Still, even looking further afield, I maintain that 9 times out of 10 or more, traffic lights are there for a reason and usually about as efficiently timed as it's possible to get them. It's not just you using the road, it's multiple conflicting traffic flows of cars, buses, pedestrians all wanting to cross each other or merge with each other and that takes light controls to do that in any safe, efficient way.

 

The main point is this: whilst a red light may slow your progress briefly, congestion is caused by too many people in large vehicles all trying to go to the same way at once. It's not caused by the lights.

Link to comment
Share on other sites

15 minutes ago, AndrewC said:

The main point is this: whilst a red light may slow your progress briefly, congestion is caused by too many people in large vehicles all trying to go to the same way at once. It's not caused by the lights.

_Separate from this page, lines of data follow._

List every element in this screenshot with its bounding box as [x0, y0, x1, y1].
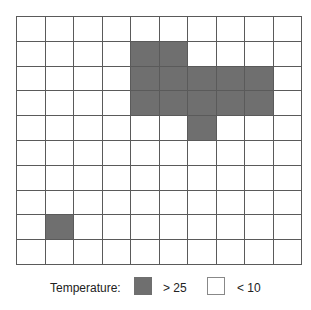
grid-cell-hot — [130, 66, 160, 92]
grid-line-horizontal — [16, 214, 302, 215]
grid-line-horizontal — [16, 90, 302, 91]
grid-cell-hot — [159, 41, 189, 67]
legend: Temperature: > 25 < 10 — [0, 275, 311, 301]
grid-cell-hot — [216, 66, 246, 92]
grid-cell-hot — [159, 66, 189, 92]
grid-line-horizontal — [16, 165, 302, 166]
grid-line-horizontal — [16, 264, 302, 265]
legend-title: Temperature: — [50, 281, 121, 295]
grid-line-horizontal — [16, 66, 302, 67]
grid-cell-hot — [244, 66, 274, 92]
grid-cell-hot — [45, 214, 75, 240]
legend-label-hot: > 25 — [163, 281, 187, 295]
grid-line-horizontal — [16, 41, 302, 42]
grid-line-horizontal — [16, 140, 302, 141]
grid-cell-hot — [187, 115, 217, 141]
legend-label-cold: < 10 — [237, 281, 261, 295]
grid-cell-hot — [130, 90, 160, 116]
grid-line-horizontal — [16, 16, 302, 17]
temperature-grid — [16, 16, 301, 264]
grid-cell-hot — [187, 66, 217, 92]
grid-line-horizontal — [16, 115, 302, 116]
grid-cell-hot — [130, 41, 160, 67]
grid-cell-hot — [216, 90, 246, 116]
grid-line-horizontal — [16, 239, 302, 240]
grid-cell-hot — [159, 90, 189, 116]
grid-cell-hot — [187, 90, 217, 116]
legend-swatch-cold — [207, 277, 225, 295]
grid-line-horizontal — [16, 190, 302, 191]
legend-swatch-hot — [134, 277, 152, 295]
grid-cell-hot — [244, 90, 274, 116]
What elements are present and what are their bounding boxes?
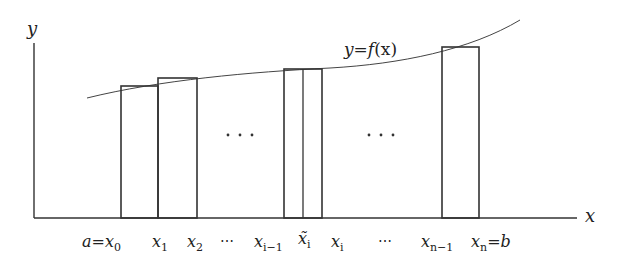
tick-var: x — [187, 232, 196, 251]
curve-label-lhs: y — [344, 39, 354, 59]
tick-label-x2: x2 — [187, 234, 203, 253]
curve-label-arg: (x) — [374, 39, 397, 59]
tick-sub: 2 — [196, 241, 203, 254]
rectangle-1 — [121, 86, 158, 218]
tick-label-x-i: xi — [331, 234, 344, 253]
tick-label-dots-right: ⋯ — [378, 234, 392, 248]
tick-eq: = — [487, 232, 500, 251]
tick-var: x — [471, 232, 480, 251]
tick-label-x-nm1: xn−1 — [421, 234, 453, 253]
tick-var: x̃ — [298, 229, 307, 248]
tick-sub: 0 — [114, 241, 121, 254]
tick-var: x — [254, 232, 263, 251]
tick-label-xn-b: xn=b — [471, 234, 511, 253]
ellipsis-left — [227, 134, 254, 137]
tick-a: a — [82, 232, 92, 251]
curve-label-eq: = — [354, 39, 368, 59]
tick-var: x — [421, 232, 430, 251]
curve-label: y=f(x) — [344, 41, 397, 58]
rectangle-n — [442, 47, 479, 218]
tick-sub: i — [307, 238, 311, 251]
tick-var: x — [105, 232, 114, 251]
y-axis-label: y — [27, 20, 37, 38]
ellipsis-right — [368, 134, 395, 137]
tick-sub: i — [340, 241, 344, 254]
tick-sub: n−1 — [430, 241, 453, 254]
tick-eq: = — [92, 232, 105, 251]
tick-label-x-im1: xi−1 — [254, 234, 283, 253]
x-axis-label: x — [585, 207, 595, 225]
tick-sub: 1 — [161, 241, 168, 254]
tick-b: b — [501, 232, 511, 251]
tick-label-x-tilde-i: x̃i — [298, 231, 311, 250]
tick-label-dots-left: ⋯ — [220, 234, 234, 248]
riemann-sum-diagram — [0, 0, 626, 265]
tick-sub: i−1 — [263, 241, 283, 254]
rectangle-2 — [158, 78, 197, 218]
tick-label-x1: x1 — [152, 234, 168, 253]
tick-label-a-x0: a=x0 — [82, 234, 121, 253]
tick-var: x — [331, 232, 340, 251]
tick-var: x — [152, 232, 161, 251]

travel across the city at midnight, count the unnecessary red lights you get held up at.

Link to comment
Share on other sites

3 minutes ago, fools said:

travel across the city at midnight, count the unnecessary red lights you get held up at.

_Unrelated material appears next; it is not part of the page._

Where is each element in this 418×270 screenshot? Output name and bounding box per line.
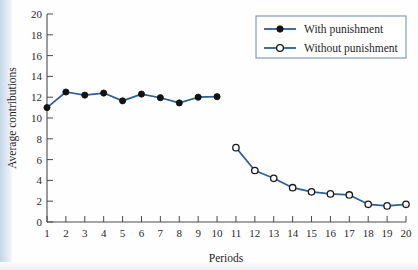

imagine the moaning if we designed our road system for 'midnight' levels of traffic.

Edited by ads36
Link to comment
Share on other sites

15 minutes ago, fools said:

travel across the city at midnight, count the unnecessary red lights you get held up at.

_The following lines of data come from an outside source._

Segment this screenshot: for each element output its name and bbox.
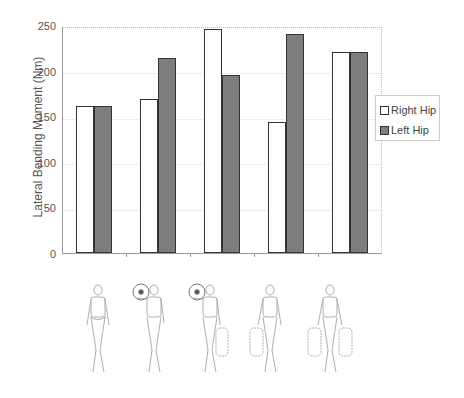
bar-right-hip <box>332 52 350 253</box>
bar-left-hip <box>94 106 112 253</box>
bar-left-hip <box>158 58 176 253</box>
legend-label: Right Hip <box>391 104 436 116</box>
walking-figure-no-load-icon <box>78 280 118 380</box>
y-tick-200: 200 <box>26 66 56 78</box>
walking-figure-two-hand-load-icon <box>302 280 362 380</box>
walking-figure-shoulder-and-hand-load-icon <box>186 280 236 380</box>
bar-right-hip <box>76 106 94 253</box>
posture-figures <box>0 280 464 398</box>
bar-left-hip <box>350 52 368 253</box>
y-tick-50: 50 <box>26 202 56 214</box>
x-tick <box>318 253 319 257</box>
bar-left-hip <box>286 34 304 253</box>
y-tick-250: 250 <box>26 20 56 32</box>
legend-item-left-hip: Left Hip <box>380 120 439 140</box>
x-tick <box>190 253 191 257</box>
bar-right-hip <box>204 29 222 253</box>
y-tick-0: 0 <box>26 248 56 260</box>
bar-right-hip <box>140 99 158 253</box>
plot-area <box>62 27 382 254</box>
legend: Right Hip Left Hip <box>375 95 440 141</box>
legend-item-right-hip: Right Hip <box>380 100 439 120</box>
legend-label: Left Hip <box>391 124 429 136</box>
right-hip-swatch-icon <box>380 106 389 115</box>
x-tick <box>254 253 255 257</box>
left-hip-swatch-icon <box>380 126 389 135</box>
x-tick <box>126 253 127 257</box>
bar-right-hip <box>268 122 286 253</box>
y-tick-100: 100 <box>26 157 56 169</box>
walking-figure-one-hand-load-icon <box>246 280 296 380</box>
y-tick-150: 150 <box>26 111 56 123</box>
bar-left-hip <box>222 75 240 253</box>
walking-figure-shoulder-load-icon <box>130 280 180 380</box>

But you see, that's not congestion. You're 1 car in the middle of the night. Frustrating, I agree but hardly equivalent to the suggestion that 'lights cause congestion'.

 

I have to say, anytime I've driven around a city that light at night, I've never been so highly-strung as to be that bothered about the odd stop at a red-light.

 

 

11 minutes ago, fools said:

imagine being able to send a rover to Mars, and not being able to time a set of traffic lights properly

When Sheffield City Council start paying NASA to provide their light sequencing algorithms, let me know.

 

 

 

4 minutes ago, ads36 said:

i'd suggest that first we'd have to define 'properly' 

Green whenever Fools is driving past.

 

 

I would have added to that, 'red for everyone else', but that would somehow suggest Fools acknowledges the existence of other road users.

Edited by AndrewC
  • Like 1
Link to comment
Share on other sites

3 minutes ago, AndrewC said:

But you see, that's not congestion. You're 1 car in the middle of the night. Frustrating, I agree but hardly equivalent to the suggestion that 'lights cause congestion'.

 

I have to say, anytime I've driven around a city that light at night, I've never been so highly-strung as to be that bothered about the odd stop at a red-light.

 

 

When Sheffield City Council start paying NASA to provide their light sequencing algorithms, let me know.

who said anything about a car

 

pretending red lights don't cause congestion, and pollution, and delays, whatever the time of day, is a woeful position.

 

defending officialdom again.

  • Haha 1
Link to comment
Share on other sites

Guest busdriver1
1 hour ago, fools said:

travel across the city at midnight, count the unnecessary red lights you get held up at.

It was proven any years ago that when the police control centre took control of the lights around Meadowhall 2 things became apparent.

1 The light changes heavily favoured one direction over another.

2 Chaos, worse than what they were "solving", was created within minutes on most other routes.

 

I have no doubt that planner will deny this but it is a FACT

Link to comment
Share on other sites

Create an account or sign in to comment

You need to be a member in order to leave a comment

Create an account

Sign up for a new account in our community. It's easy!

Register a new account

Sign in

Already have an account? Sign in here.

Sign In Now
×
×
  • Create New...

Important Information

We have placed cookies on your device to help make this website better. You can adjust your cookie settings, otherwise we'll assume you're okay to continue.